The execution has begun, and the ropes are about to tighten. The mayor is slightly sympathetic toward the mercs, but claims that they must pay for their lifetimes of ridiculous crimes, such as rezoning a school. These accusations are revealed to be untrue by Miss Pauling, who bursts onto the scene exclaiming that the mercs had to be innocent, because their "crimes" were actually unwittingly done by the mayor himself. She shows everyone a pamphlet she found at the library outlining mayoral duties, and it explains that mayors cannot hang criminals. The mayor realizes that the mercs hadn't even committed the crimes they were accused of, and attempts to pardon them, but the book says he cannot do that either, so Miss Pauling sets them free. The mayor leaves in order to learn what mayors do, and the townspeople follow him. The mercs are now free, and set out to find the others.
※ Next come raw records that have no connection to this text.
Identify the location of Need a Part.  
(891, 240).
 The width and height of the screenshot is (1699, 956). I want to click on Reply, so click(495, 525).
Meanwhile, Mags leads Saxton Hale to Darling's house, where it is revealed that she has been working for him all along. Darling presents Saxton with an unseen proposition.
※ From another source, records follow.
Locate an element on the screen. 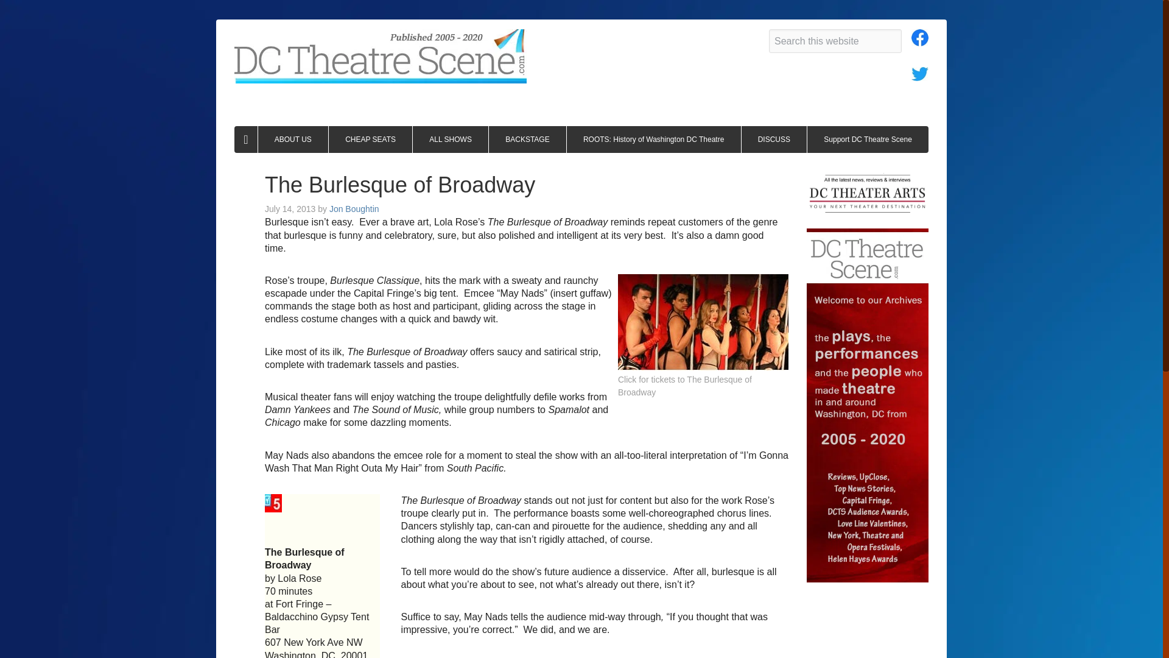  DISCUSS is located at coordinates (774, 139).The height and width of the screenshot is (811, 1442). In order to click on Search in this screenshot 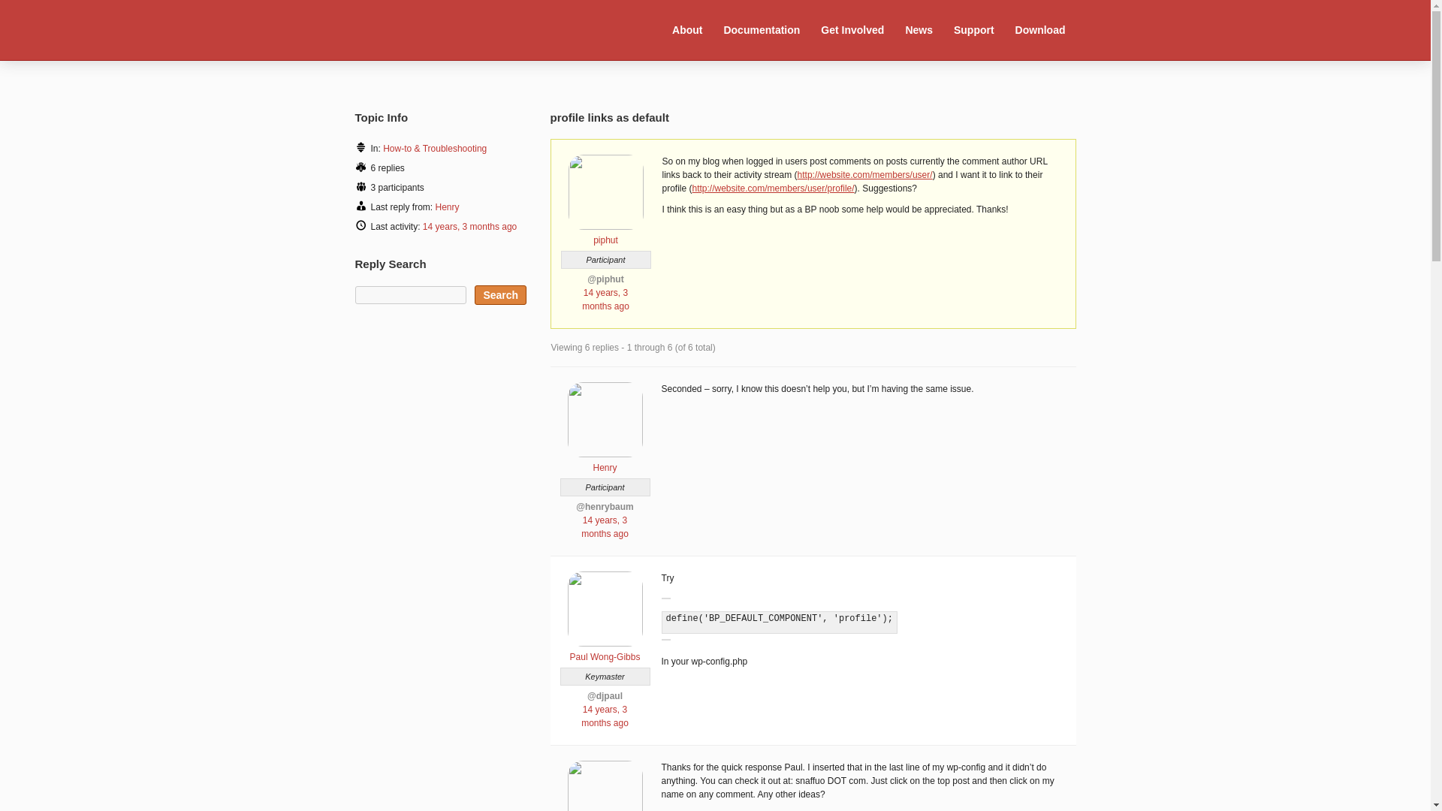, I will do `click(500, 295)`.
The scene then cuts to the Dzhugdzhur Mountains in Siberia, where Heavy walks up to an old woman's shop to get a box of supplies, despite the stormy weather. She presents him with a slip of paper, stating that he had received a phone call from a distressed Miss Pauling. Heavy proceeds to walk back out into the snow, leaving the note behind.

Pages

Notes

Pages 2-12
  • 1957: Saxton Hale is in a relationship with Maggie, Saxton vowing never to leave her to replace his father as CEO of Mann Co, suggesting the time frame for Bilious Hale's retirement or death and Saxton filling that position, since by 1962 (page 15), Maggie had married someone else.
  • These pages also suggest the origin for Hale's clothing style.
  • This is Saxton Hale's introduction to the fact has that his mentor Charles Darling has begun collecting animals for a zoo, a story arc introduced in Bidwell's Big Plan.
Page 24
  • The Scout is reading GHOST. D.A., which was introduced as a television show watched by the Demoman and Eyelander in Ring of Fired, page 55.
    • He is reading the "Young Readers Edition", continuing a running gag where he is shown having trouble with reading.
Page 31
  • "I've only been on the outskirts." (2Fort)
  • "I'm great with old ladies." (See Ring of Fired, pages 30-40.)
    • The Old Lady becomes a recurring character.
Page 38
  • The Scout refers to the events of A Smissmas Story and there is a hyperlink on the page to said comic. A Smissmas Story featured BLU mercenaries; this refers to to fact Scout was originally BLU before the teams merge and he is hired by Saxton Hale to fight for Mann Co. This is shown in A Fate Worse Than Chess and again referenced in Blood in the Water when Scout and Heavy finds Saxton Hale in Ayer's Rock.
    • The Scout says that the Soldier got them the chair, when they were actually sentenced to community service.
  • The Soldier's Civilian status is general knowledge of the team.
Page 45
  • Scout's broken arms date the Soldier's eviction from Castle Merasmus (mentioned in Ring of Fired, page 44) to the time of Gray Mann's takeover.
Page 48
  • The Scout invested in Tom Jones memorabilia, hedging on the singer's death. Tom Jones' death was portrayed as occurring months later in the preceding comic Ring of Fired, page 40.

Trivia

Cover
Page 2
  • The African veldt is actually a wide open landscape covered in grass or low scrub.
Page 12
  • Young Saxton Hale's dialog shows "Zhou" in quotation marks instead of the correct word "Zoo". This is a reference to the ending of Soldier's lecture on Sun Tzu in Meet the Soldier, with an erroneous assumption that "Tzu" and "Zhou" are both pronounced like "Zoo". In standard Chinese, "Zhou" is pronounced similarly to the English name "Joe".
Page 14
Page 22
Page 48
  • "He's in his twenties!." Tom Jones was actually 31 years old in early 1972.
Page 59
Page 66
  • The sign in front of the building Heavy enters reads "Магазин Джугджур," which loosely translates from Russian to "Dzhugdzhur Shop".